Your Employees Want to Stay

For example, in a recent survey of 1,000 corporate employees, decision-makers and self-employed individuals, Accenture uncovered a missed opportunity: Your entrepreneurial employees want to stay.

A myth persists of the entrepreneurial employee who develops an idea while working full-time and leaves. For example, Saleforce.com sprang from Oracle, and Adobe from Xerox. But actually the opposite is happening. Of the self-employed surveyed by Accenture who previously worked at large corporations, 93% pursued an entrepreneurial idea within their previous company first.

This means that the overwhelming majority of future self-employed entrepreneurs working for you right now want to pursue new growth ideas within your walls and for your benefit. They are willing to pursue these opportunities without giving up other responsibilities. Only 30% left because they wanted to pursue the idea without having to focus on other projects.
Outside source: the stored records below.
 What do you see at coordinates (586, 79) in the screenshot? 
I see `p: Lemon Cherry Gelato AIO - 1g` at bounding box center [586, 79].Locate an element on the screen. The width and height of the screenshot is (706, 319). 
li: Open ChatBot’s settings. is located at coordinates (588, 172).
But companies waste innovative energy by failing to support ideas. Of this same population, 57% say their company did not support their pursuits. In other words, entrepreneurs want to build their ideas inside companies; they don’t mind doing so while they continue other duties, but companies are not supporting them.

You Are Measuring the Wrong Objectives

New ventures always pass through a phase of uncertainty, when the effort put in does not match the tangible results that come out. One of my clients, a Fortune 100 firm that’s remarkably adept at leveraging the entrepreneurial power of its people, ensures that it does not expect new projects to produce the same results as established businesses. In the early stages of a new initiative, a team’s performance is judged by market share, later on revenue, and only after time, on profits.
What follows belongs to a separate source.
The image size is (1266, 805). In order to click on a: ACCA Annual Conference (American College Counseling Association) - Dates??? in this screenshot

The overwhelming majority of future self-employed entrepreneurs working for you right now want to pursue new growth ideas within your walls and for your benefit.
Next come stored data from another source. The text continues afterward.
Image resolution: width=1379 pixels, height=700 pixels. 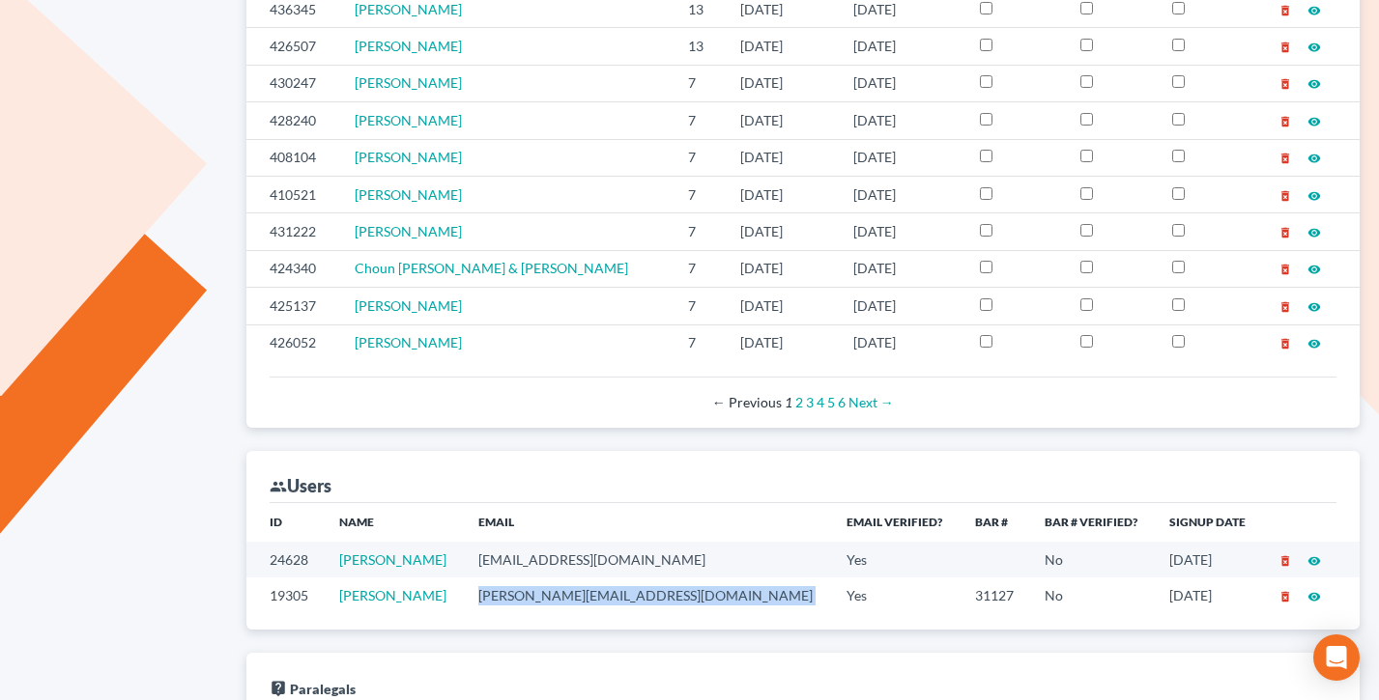 I want to click on td: 426052, so click(x=293, y=343). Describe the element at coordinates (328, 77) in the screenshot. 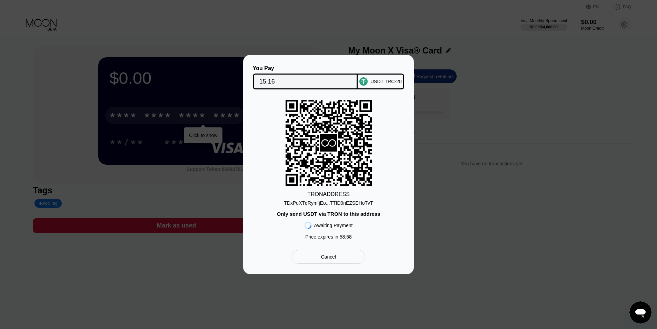

I see `div: You PayUSDT TRC-20` at that location.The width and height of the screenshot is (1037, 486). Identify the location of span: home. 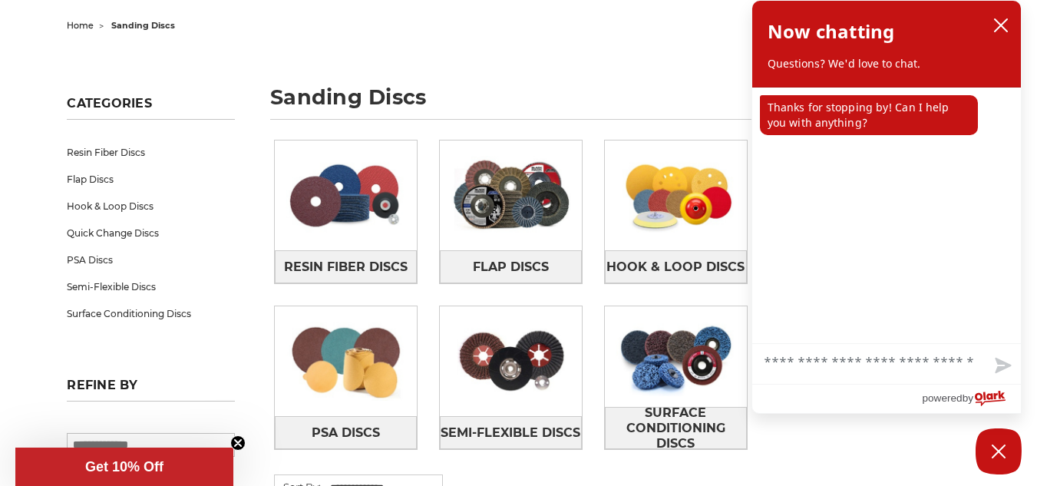
(80, 25).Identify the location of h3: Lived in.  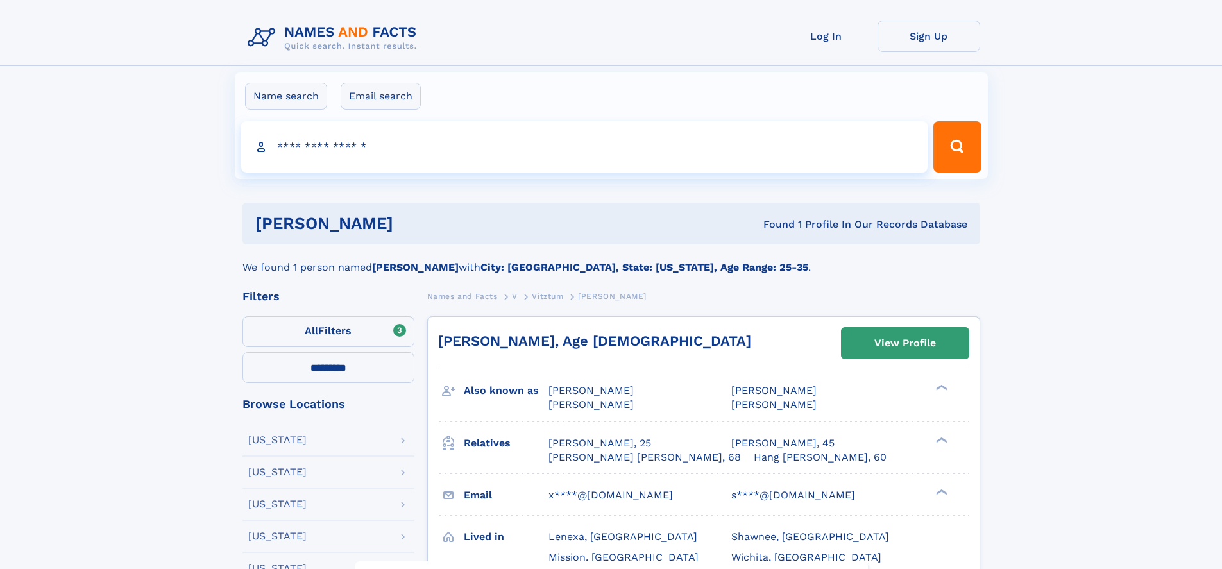
(506, 537).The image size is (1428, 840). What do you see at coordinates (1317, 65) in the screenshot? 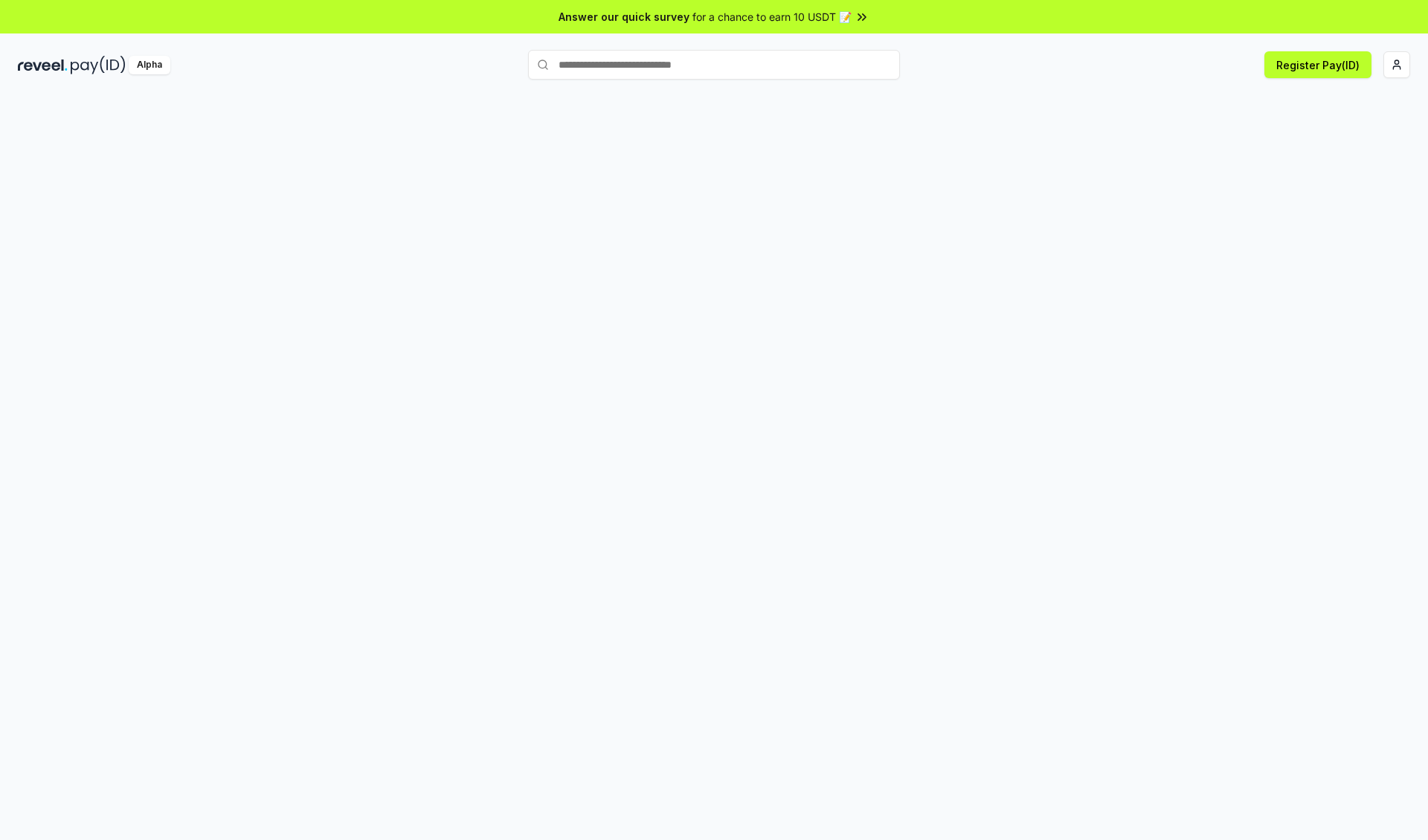
I see `button: Register Pay(ID)` at bounding box center [1317, 65].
Yet most companies miss the point. The majority of corporate leaders believe a new idea should be considered successful based on the following measures:

  1. Makes measurable financial gains
  2. Makes the company more cost efficient
  3. Improves the company’s status as an industry leader.

But industry-shaping ideas rarely show signs of being able to meet these measures early on. Innovative plans are usually ripe with option-value. They are moves that “buy” you an option to potentially do something valuable in the future, but whose value cannot be accurately predicted in their early stages.

One trick that successful large-company entrepreneurs use is to focus their business cases on elements of an idea that address immediate threats. For example, a team we worked with recently at a major consumer products company had developed an idea that looked more like building a movement than producing a can of sugar-water. Knowing the CEO may resist this new idea, we reframed it as a defensive move to protect against a threat to the company’s core brand. The idea won funding. In two to three years, we hope this idea provides brand protection and also generates profits. But had we argued its attractiveness based on profits alone, senior management would have probably killed the idea.

Committed entrepreneurial employees may go the extra mile to trick your corporate system into embracing innovative ideas, as this team did. And you are likely to benefit down the line. But most will leave or choose not to join your firm, leaving you struggling again with your “big talent dilemma.”

The implications of this are simple. If you want to attract and retain the right entrepreneurial talent for innovation, consider these three steps:

  1. Let them know you care about their ideas.
  2. Give them job descriptions that allow them to pursue ideas, even as they maintain the core business objectives.
  3. Measure their ideas with the right metrics (e.g. new customers, not profits).